Frequently Asked Questions
What's the leading thing to order at Spinn's Burger & Beer?
Specific menu details are not available in the EP Club database, and generating dish recommendations without verified sourcing would be speculative. The venue name signals a burger-and-beer focus, which places the core menu in a familiar American casual format. For current menu specifics, check Google Maps, Yelp, or the venue's own channels directly.
What's the standout thing about Spinn's Burger & Beer?
In a city where the editorial spotlight falls on downtown and Nob Hill, Spinn's occupies a quieter position on the northwest side, serving a residential neighborhood rather than a visitor corridor. That positioning is itself the distinguishing characteristic: it's a local-use venue in a part of Albuquerque that doesn't receive much travel coverage, which makes it a different kind of data point about the city's food culture.
What's the leading way to book Spinn's Burger & Beer?
No booking system or confirmed contact details are in the EP Club database for this venue. Walk-in is the expected format for this category. Verify current hours via Google Maps before visiting, particularly on weekends when neighborhood casual spots can run at capacity during peak meal times.
What kind of traveler is Spinn's Burger & Beer a good fit for?
Visitors who have already covered Albuquerque's more widely covered dining and bar scene and want to spend time in a neighborhood that functions outside the visitor economy will find the northwest side, and venues like Spinn's, useful.

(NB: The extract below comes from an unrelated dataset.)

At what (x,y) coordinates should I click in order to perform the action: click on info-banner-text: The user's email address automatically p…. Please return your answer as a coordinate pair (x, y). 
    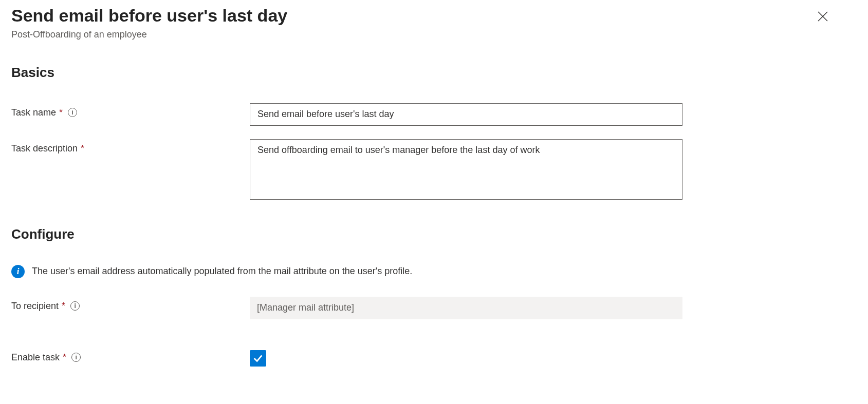
    Looking at the image, I should click on (222, 271).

It's also a practical option for anyone staying in the area's residential neighborhoods rather than the downtown hotel cluster.
Is a night at Spinn's Burger & Beer worth it?
Awards data and formal ratings are not on record for this venue, which means the case rests on context rather than credentials. For a casual burger-and-beer meal in a neighborhood setting, the format delivers what it signals. If you're expecting the kind of considered bar program or kitchen ambition found at Albuquerque's more recognized spots, this is a different category of experience entirely.
Does Spinn's Burger & Beer have a connection to New Mexico's Green Chile tradition?
New Mexico's Green Chile tradition runs through virtually every tier of the state's food culture, from fast food to fine dining, and burger spots in Albuquerque frequently incorporate it as a standard topping or preparation. Whether Spinn's follows that regional convention is not confirmed in the EP Club database. It's a reasonable question to raise when you arrive, given that Green Chile on a burger is close to a default expectation in Albuquerque's casual dining scene.
Related editorial
- Best Fine Dining Restaurants in ParisFrom three-Michelin-star icons to the next generation of Parisian chefs pushing boundaries, these are the restaurants that define fine dining in the world's culinary capital.
- Best Luxury Hotels in RomeFrom rooftop terraces overlooking ancient ruins to Michelin-starred hotel dining, these are the luxury hotels that make Rome unforgettable.
- Best Cocktail Bars in KyotoFrom sleek lounges to hidden speakeasies, Kyoto's cocktail scene blends Japanese precision with global influence in ways you won't find anywhere else.
Save or rate Spinn's Burger & Beer on Pearl
Keep this venue in your Pearl passport, rate it after you visit, and track it alongside every other place you collect.